Climategate and the Need For Greater Scientific Openness
The Guardian follows up on the recent news that CRU climate scientists were cleared of scientific misconduct with an article that focuses on how the controversy could have been avoided, and public trust retained, had the scientists made more of an effort to be open about their research. You may recall our discussion of a report from Pennsylvania State University; that was followed by another review with similar conclusions. Quoting:
"The review, led by Sir Muir Russell, does not mention the media. Instead, it examines the reaction of the scientists at the UEA's Climatic Research Unit (CRU) to the pressure exerted by bloggers: 'An important feature of the blogosphere is the extent to which it demands openness and access to data. A failure to recognize this and to act appropriately can lead to immense reputational damage by feeding allegations of cover-up.' The review adds: 'We found a lack of recognition of the extent to which earlier action to release information might have minimized the problems.' Pressure on the scientists, whose once esoteric work creating records of past temperatures had gained global significance, was intense. In 2005, CRU head Phil Jones replied to a request: 'We have 25 or so years invested in the work. Why should I make the data available to you, when your aim is to try and find something wrong with it?' But, the review implies, the more they blocked, the more the Freedom of Information requests flooded in."
I think this demonstrates that the idealized version of the scientific method isn't always followed.
"Why should I make the data available to you, when your aim is to try and find something wrong with it?"
Because that is how science works. Any decent scientist would rather say "here is my data, please help me find something wrong with it."
So all of their private conversations are suddenly public record because they get paid with tax dollars?
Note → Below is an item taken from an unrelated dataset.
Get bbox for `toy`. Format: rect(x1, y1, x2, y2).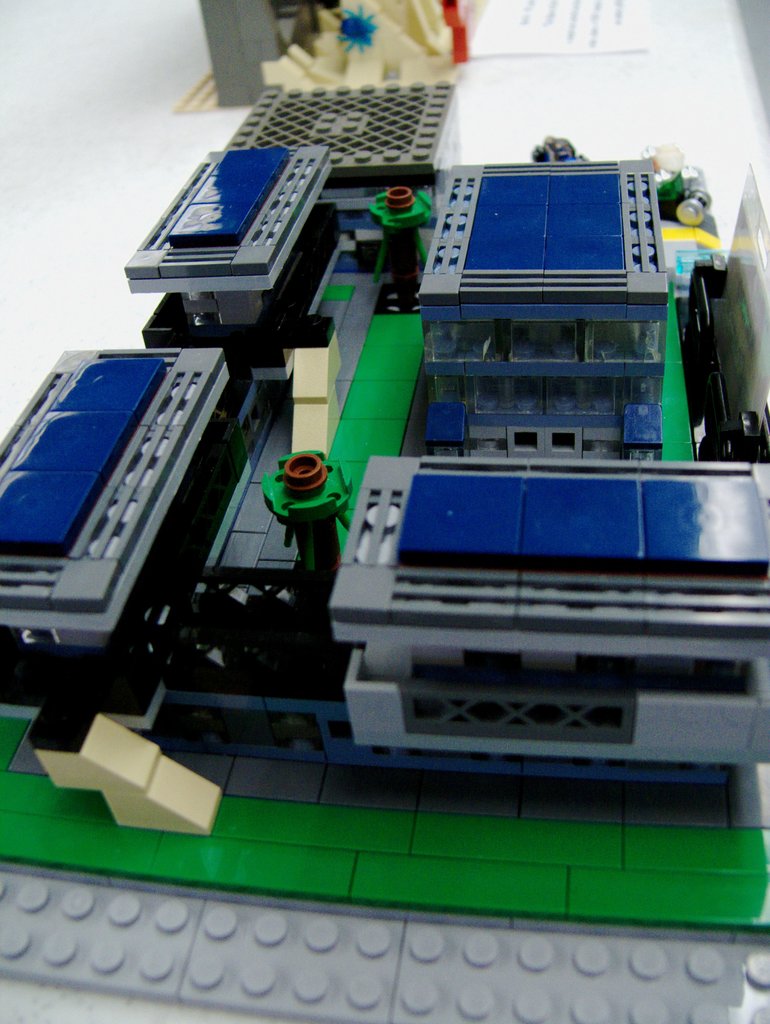
rect(530, 131, 587, 168).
I'm sorry, but you have no right to take away our privacy just because you are the source of our paychecks.
You will, of course, be demanding accountability in military spending that's equal to what scientist using public funds have now, right? How about starting with the total decommissioning of our nuclear weapons? We spend about 8 billion dollars on each nuclear submarine. Has anyone been asked to present a post-Cold War case for ever having one of those?
What part of "A well regulated militia" do you not understand?
It was only a big deal to the paid US shills, there was no "loss of public trust".
Reasonable people listen to scientific consensus.
Science isn't a priesthood where you must reach a certain level of trust, experience, or whatever to be allowed in. It is open to all, and all have the potential to contribute. My favorite story along those lines is a 9 year old girl that debunked aura readers. The people said "I can feel your aura!" She said "Ok then you stuck your hands through this partition and I'll put my hand over one of yours, you tell me which." Results were taken and tabulated, readers couldn't do it (did a bit worse than chance actually). It was a complete, valid, experiment, has been referenced later and retested, and an elementary student came up with it.
Now that doesn't mean anyone will have USEFUL commentary, but it doesn't mean that people should be excluded just because they aren't an "expert".
In particular, someone may not be an expert at the given science, but might be an expert at something related that is important. So you have a document on climate and a mathematician wants to examine it. He knows jack and shit about climate, he usually doesn't even know what the weather is. However he knows math inside and out. He goes, examines your research and says "Wait a sec, this is wrong. The math here doesn't work. These numbers do not come out right." He can't analyze the climactic theories, but found out that the conclusion was incorrect because the data had been processed wrong. Or perhaps a philosopher who is very skilled at formal logic and analyzing arguments reads the research and says "Ok hang on, you have a gap in your logic. The conclusion does not follow the premises as stated here." Again he not an expert in the field, but he's an expert in logic.
It is highly important that people of different disciplines be allowed to look at research, in particular when said research is very complex. When you are talking about something that is based off of a lot of math conducted on thousands of points of raw data, that is the sort of thing that is ideal to being in "non-experts" on. Get mathematicians, statisticians, probably some cryptography experts (recognizing patterns in randomness is their thing) to look at the data. They might not be able to understand the climate science, but they can analyze the data and the math and say "This calculation is solid," or "This calculation is incorrect." Looking at the parts of the whose with their given expertise can be as or more valuable than trying to look at the whole thing. The climate scientist might look at the whole thing and say "Ya, all the science fits," but only because they assume all the math is right. If the math is wrong then they might say "Oh, well this no longer shows what it says it does."